UPS: Driving Performance by Optimizing Driver Behavior

UPS is driving significant cost and environmental savings as well as enabling new business models using data analytics.

Delivery company UPS has struggled with the problem of route optimization for its packages for decades. The company has traditionally relied on the minds of its employees and drivers to uncover more efficient methods and routes for the delivery of its customers’ packages, but a recently launched data analytics system is changing things dramatically.

UPS’s On-Road Integrated Optimization and Navigation system, or ORION, helps drivers to find the most optimal route for package delivery by using a complex system of sensors, algorithms and learning mechanisms.

The company has been using technologies such as scanners, GPS and on-board sensors in its trucks over more than a decade to track the progress of individual packages. The company developed its own handheld units to help drivers scan package events and capture this data to feed into its complicated logistics tracking systems. By analyzing this data over time and observing trends, UPS developed an ability to predict parcel volumes to help it more efficiently match its capacity to expected delivery demands.

ORION takes this to a new level. In 2008, UPS has installed more sensors on its trucks to monitor delivery routes, idle times and even drivers’ seatbelt behavior. In combination with other inputs such as customer commit time, pick-up windows and special delivery needs, the system then calculates the most optimal route to minimize costs for the company.

The results speak for themselves. As of 2016, UPS estimates it has optimized 55,000 of its routes, achieving fuel savings of 10 million gallons, reducing CO2 emissions by 100,000 tons and saving the company between $300-400 million in costs. UPS calculates elimination of one mile, one driver per day could generate $50 million in savings per year.

ORION has also enabled UPS to build new business models. With an ability to recalculate optimal routes every 10 seconds, ORION enables UPS to offer and charge for programs such as MyChoice, which allows its customers to specify delivery times during the day.

 

Implementation is Tough

The more interesting aspect of this system is in its implementation. UPS estimated that 75% of the system costs for ORION went towards its roll-out and implementation efforts, reflecting the significant efforts in convincing the organization to adopt and embrace this new technology.

UPS chose to roll-out the system slowly, opting for a pilot test program to demonstrate the concept. Whilst the goal was to prove system performance, this approach was much more valuable in helping drivers buy into the new technology. Drivers were understandably reluctant to use ORION, which effectively told them that they had been performing their jobs inefficiently. The system was tweaked to help drivers better understand its outputs, and to explain the reasons for some of its route optimization suggestions.

Early tests also showed that the routes ORION was spitting out were mathematically optimal, but ultimately not implementable by drivers. Drivers reported that the system’s suggestions felt “illogical”. One example of this was a customer with daily, consistent pickup needs seeing a different pick-up time every day. This resulted changes to the system where driver input was used to help the system learn and develop more realistic and understandable routes.

UPS cleverly framed this driver-feedback process as a contest, challenging its rivers to “beat the system.” Today, when the driver deviates from ORION’s suggestion, he/she is asked to explain why (traffic delays, construction etc.), which is then used to refine ORION’s algorithms if the output results in a faster, more optimal route. In this way, the system continues to learn and improve its performance.

ORION is expected to be completely rolled out across UPS’s network in 2017.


*What you will do:*
Repeat the entries exactly, keeping every line as it is.

*Data for this exercise:*
────────────────

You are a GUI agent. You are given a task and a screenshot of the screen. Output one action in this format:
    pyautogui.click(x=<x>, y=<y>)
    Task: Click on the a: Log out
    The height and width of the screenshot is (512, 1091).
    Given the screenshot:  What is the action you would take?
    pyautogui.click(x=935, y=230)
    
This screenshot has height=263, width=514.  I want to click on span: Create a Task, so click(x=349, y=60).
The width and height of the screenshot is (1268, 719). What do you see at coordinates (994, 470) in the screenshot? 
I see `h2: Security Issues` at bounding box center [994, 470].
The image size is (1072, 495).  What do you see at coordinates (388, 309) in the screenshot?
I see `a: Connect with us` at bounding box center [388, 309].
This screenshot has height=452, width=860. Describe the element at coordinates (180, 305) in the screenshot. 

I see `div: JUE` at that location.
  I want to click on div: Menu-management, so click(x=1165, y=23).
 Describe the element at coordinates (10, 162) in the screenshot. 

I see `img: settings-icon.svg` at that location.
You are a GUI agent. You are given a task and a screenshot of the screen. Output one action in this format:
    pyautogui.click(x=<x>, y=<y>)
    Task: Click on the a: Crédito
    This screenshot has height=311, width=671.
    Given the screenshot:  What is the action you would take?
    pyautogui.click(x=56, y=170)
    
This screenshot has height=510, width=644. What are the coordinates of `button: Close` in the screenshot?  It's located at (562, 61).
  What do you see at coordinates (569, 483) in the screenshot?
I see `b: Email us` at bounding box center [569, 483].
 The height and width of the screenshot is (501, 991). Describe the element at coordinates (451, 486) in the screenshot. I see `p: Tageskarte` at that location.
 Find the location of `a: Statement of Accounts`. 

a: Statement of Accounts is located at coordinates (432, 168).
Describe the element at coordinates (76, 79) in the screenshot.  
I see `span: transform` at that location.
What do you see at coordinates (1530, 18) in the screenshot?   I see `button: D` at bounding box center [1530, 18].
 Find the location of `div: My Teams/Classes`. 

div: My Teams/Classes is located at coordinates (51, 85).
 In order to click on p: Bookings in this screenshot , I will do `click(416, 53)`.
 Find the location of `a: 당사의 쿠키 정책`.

────────────────

*Written reply:*
You are a GUI agent. You are given a task and a screenshot of the screen. Output one action in this format:
    pyautogui.click(x=<x>, y=<y>)
    Task: Click on the a: Log out
    The height and width of the screenshot is (512, 1091).
    Given the screenshot:  What is the action you would take?
    pyautogui.click(x=935, y=230)
    
This screenshot has height=263, width=514.  I want to click on span: Create a Task, so click(x=349, y=60).
The width and height of the screenshot is (1268, 719). What do you see at coordinates (994, 470) in the screenshot? 
I see `h2: Security Issues` at bounding box center [994, 470].
The image size is (1072, 495).  What do you see at coordinates (388, 309) in the screenshot?
I see `a: Connect with us` at bounding box center [388, 309].
This screenshot has height=452, width=860. Describe the element at coordinates (180, 305) in the screenshot. 

I see `div: JUE` at that location.
  I want to click on div: Menu-management, so click(x=1165, y=23).
 Describe the element at coordinates (10, 162) in the screenshot. 

I see `img: settings-icon.svg` at that location.
You are a GUI agent. You are given a task and a screenshot of the screen. Output one action in this format:
    pyautogui.click(x=<x>, y=<y>)
    Task: Click on the a: Crédito
    This screenshot has height=311, width=671.
    Given the screenshot:  What is the action you would take?
    pyautogui.click(x=56, y=170)
    
This screenshot has height=510, width=644. What are the coordinates of `button: Close` in the screenshot?  It's located at (562, 61).
  What do you see at coordinates (569, 483) in the screenshot?
I see `b: Email us` at bounding box center [569, 483].
 The height and width of the screenshot is (501, 991). Describe the element at coordinates (451, 486) in the screenshot. I see `p: Tageskarte` at that location.
 Find the location of `a: Statement of Accounts`. 

a: Statement of Accounts is located at coordinates (432, 168).
Describe the element at coordinates (76, 79) in the screenshot.  
I see `span: transform` at that location.
What do you see at coordinates (1530, 18) in the screenshot?   I see `button: D` at bounding box center [1530, 18].
 Find the location of `div: My Teams/Classes`. 

div: My Teams/Classes is located at coordinates (51, 85).
 In order to click on p: Bookings in this screenshot , I will do `click(416, 53)`.
 Find the location of `a: 당사의 쿠키 정책`.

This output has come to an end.